Cpu utility software logs 22C or 71F temp at 333Mhz, wich I doubt is correct, with the stock G3 heatsink without fans.

Is the PPC 7400 (1st gen G4) sensitive to OCing? Do I need to get a larger heatsink, possibly with fans?

Posted by: Anonymous Freak on 2013-11-01 16:10:11
What is the printed speed on the CPU? The 7400 wasn't officially available at 333 MHz, so it should run at higher than that no problem.

But it MAXED out at 550 MHz, and Apple even stopped selling that for a while, so I'd be careful overclocking.

Posted by: John_A on 2013-11-05 13:12:22
The label on the box says g4/350 :O Wich means that I have underclocked it.. :I

Well, I guess that's the speed the cpu are tested for, don't want to remove the heatsink and the arctic silver paste right now..

Hmm, guess I have to increment the speed in small steps and run for a few days monitoring the temp..

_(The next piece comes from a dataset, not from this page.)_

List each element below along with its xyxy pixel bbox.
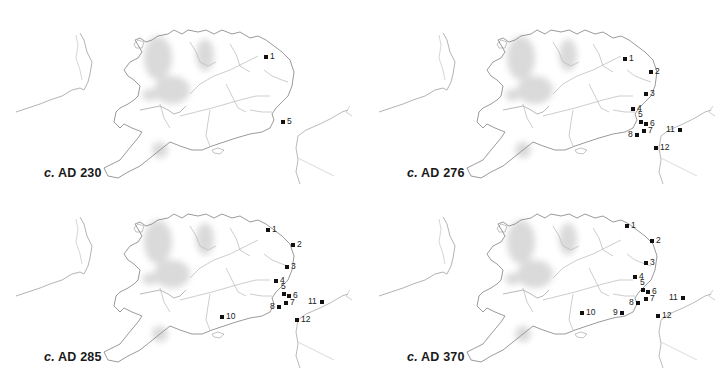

Posted by: Byrd on 2013-11-05 13:34:06
Hi, I have a PowerMac G3 DT wich has a G4 upgrade running at 333Mhz installed. By changing jumper setting, I can get the cpu speed up to around 600Mhz. Do I need to get a larger heatsink, possibly with fans?
Obviously you'll never get to 600Mhz, try for 400Mhz. G4s don't tend to overclock as well as G3s. Generally the CPUs run fairly cool but a quiet fan screwed on top with better thermal paste would be a must. My experience with overclocking G4s is that they either work 100% from the outset or die very quickly with Open Firmware dumps or kernel panics. It's not like PC x86 overclocking where it takes a lot of tweaking to get things running stably.